Instapundit points to this Reason article, Adieu to the Avant-Garde. I think part of what we're seeing here is the same fragmentation that's happening across media and politics. First, cable television broadened entertainment choices, which meant that not only were there more choices for news than the big 3 networks but also that if you wanted to watch something other than the news from 6:00-7:00, you could. In other words, it was not just harder for the media to impose a storyline, it was possible for people to drop out of the news cycle altogether. The fax allowed the business class - and especially the small business class - to start swapping jokes and build an alternative narrative that the papers weren't giving, less through news than in the attitudes of those jokes. Then talk radio took off, cable went from 20 channels to 200 and the internet dawned.
If you look in the link bar, you'll notice two art links: Quent Cordair Studio and the Susan St. Thomas gallery. Quent Cordair Studio offers pretty traditional fair - pretty girls, pretty landscapes, and mostly in a realist/romantic vein. Susan St. Thomas does new age-ish paintings. The two have little in common, but they appeal to me for their own reasons. And they're both part of the art world. And, I would add, they're both on the internet. Which made me smile when I came across this, from David Ross of the Whitney:
Ross expresses great skepticism of the contemporary Realists. "That sort of hackneyed academic painting takes an enormous amount of talent and work," he says. "But to go back to copying Leonardo is not art."
He continues: "I admire them just like I admire people that can sing beautifully. It's a real gift. But that alone doesn't make you a great artist." His voice rises, sounding increasingly agitated. "They're old-fashioned, totally out of touch with the issues of the day. I'm interested in art that's wrestling with the history of ideas, and they fail to deal with it! We've had two major world wars, the worst genocides in world history, and many other events that they ignore."
I would note that most of Europe's great art was focused on classical themes, religious themes and social scenes dreamier than what event the nobility actually lived - not the plagues, religious wars, etc. I think of Watteau's Embarkment for the Isle of Cythera, Dégas' dancers, DaVinci's Last Supper, etc. As one of my favorite professors used to say, the purpose of art is to create something beautiful that transcends the cares of everyday life and elevates the soul. Which is why I'm not investing my time or attention too much on what goes on at the Whitney these days. But what brings a smile is that a lot of other people aren't. David Ross had the impression that being in charge of the Whitney meant he got to decide what art is. But what he's actually decided is that a lot of people like me, in a fragmented culture where institutions no longer carry the weight they used to, would look not to his authority to find out we didn't know what art is but to our own authority to decide that the Whitney had lost its way.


## PROBLEM
Copy out each line below in which the string "Delinquency" appears.

Stored items

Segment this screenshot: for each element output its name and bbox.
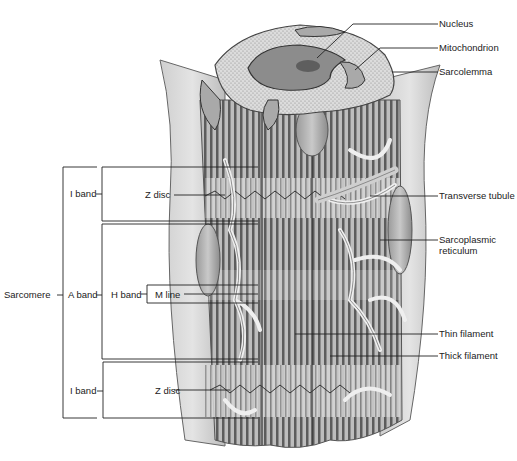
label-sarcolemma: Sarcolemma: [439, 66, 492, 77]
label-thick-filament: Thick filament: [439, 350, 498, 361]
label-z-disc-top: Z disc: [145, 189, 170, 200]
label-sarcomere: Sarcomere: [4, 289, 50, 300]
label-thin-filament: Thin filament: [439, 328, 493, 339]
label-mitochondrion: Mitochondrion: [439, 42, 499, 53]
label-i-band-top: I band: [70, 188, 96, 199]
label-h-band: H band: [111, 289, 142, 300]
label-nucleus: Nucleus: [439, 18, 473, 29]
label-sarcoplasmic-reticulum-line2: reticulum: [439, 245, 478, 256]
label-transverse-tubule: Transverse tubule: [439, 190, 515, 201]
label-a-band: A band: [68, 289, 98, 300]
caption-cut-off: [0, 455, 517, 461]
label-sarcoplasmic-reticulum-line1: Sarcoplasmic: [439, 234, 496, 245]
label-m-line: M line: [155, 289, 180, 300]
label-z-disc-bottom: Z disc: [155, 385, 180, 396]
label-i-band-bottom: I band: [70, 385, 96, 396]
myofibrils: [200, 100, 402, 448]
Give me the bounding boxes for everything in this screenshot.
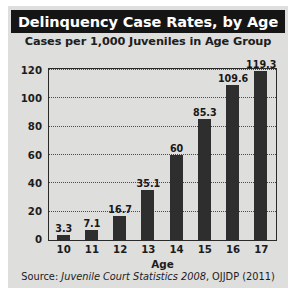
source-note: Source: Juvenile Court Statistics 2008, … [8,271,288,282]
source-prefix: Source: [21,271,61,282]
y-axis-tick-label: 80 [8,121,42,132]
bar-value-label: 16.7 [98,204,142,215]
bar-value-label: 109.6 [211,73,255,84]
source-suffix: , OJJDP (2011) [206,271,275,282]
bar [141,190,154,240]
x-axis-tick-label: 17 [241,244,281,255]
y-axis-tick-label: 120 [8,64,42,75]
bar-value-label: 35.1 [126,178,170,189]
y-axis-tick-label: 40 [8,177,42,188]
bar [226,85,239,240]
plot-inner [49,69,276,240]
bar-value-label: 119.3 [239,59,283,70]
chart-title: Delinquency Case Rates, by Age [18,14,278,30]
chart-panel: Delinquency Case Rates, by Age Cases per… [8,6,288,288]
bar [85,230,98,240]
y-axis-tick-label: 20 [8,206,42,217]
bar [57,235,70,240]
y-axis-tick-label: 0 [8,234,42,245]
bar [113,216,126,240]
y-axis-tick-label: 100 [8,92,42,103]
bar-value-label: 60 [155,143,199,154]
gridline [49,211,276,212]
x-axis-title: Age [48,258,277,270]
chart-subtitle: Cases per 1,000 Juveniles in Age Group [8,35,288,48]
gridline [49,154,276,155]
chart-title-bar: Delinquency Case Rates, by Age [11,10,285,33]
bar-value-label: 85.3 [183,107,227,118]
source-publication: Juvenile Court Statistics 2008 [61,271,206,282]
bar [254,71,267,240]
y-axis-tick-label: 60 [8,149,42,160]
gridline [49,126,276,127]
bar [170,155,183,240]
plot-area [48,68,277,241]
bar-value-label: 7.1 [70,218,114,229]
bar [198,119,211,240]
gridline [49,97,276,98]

## THE ANSWER
chart-title: Delinquency Case Rates, by Age [18,14,278,30]
chart-panel: Delinquency Case Rates, by Age Cases per… [8,6,288,288]
chart-title-bar: Delinquency Case Rates, by Age [11,10,285,33]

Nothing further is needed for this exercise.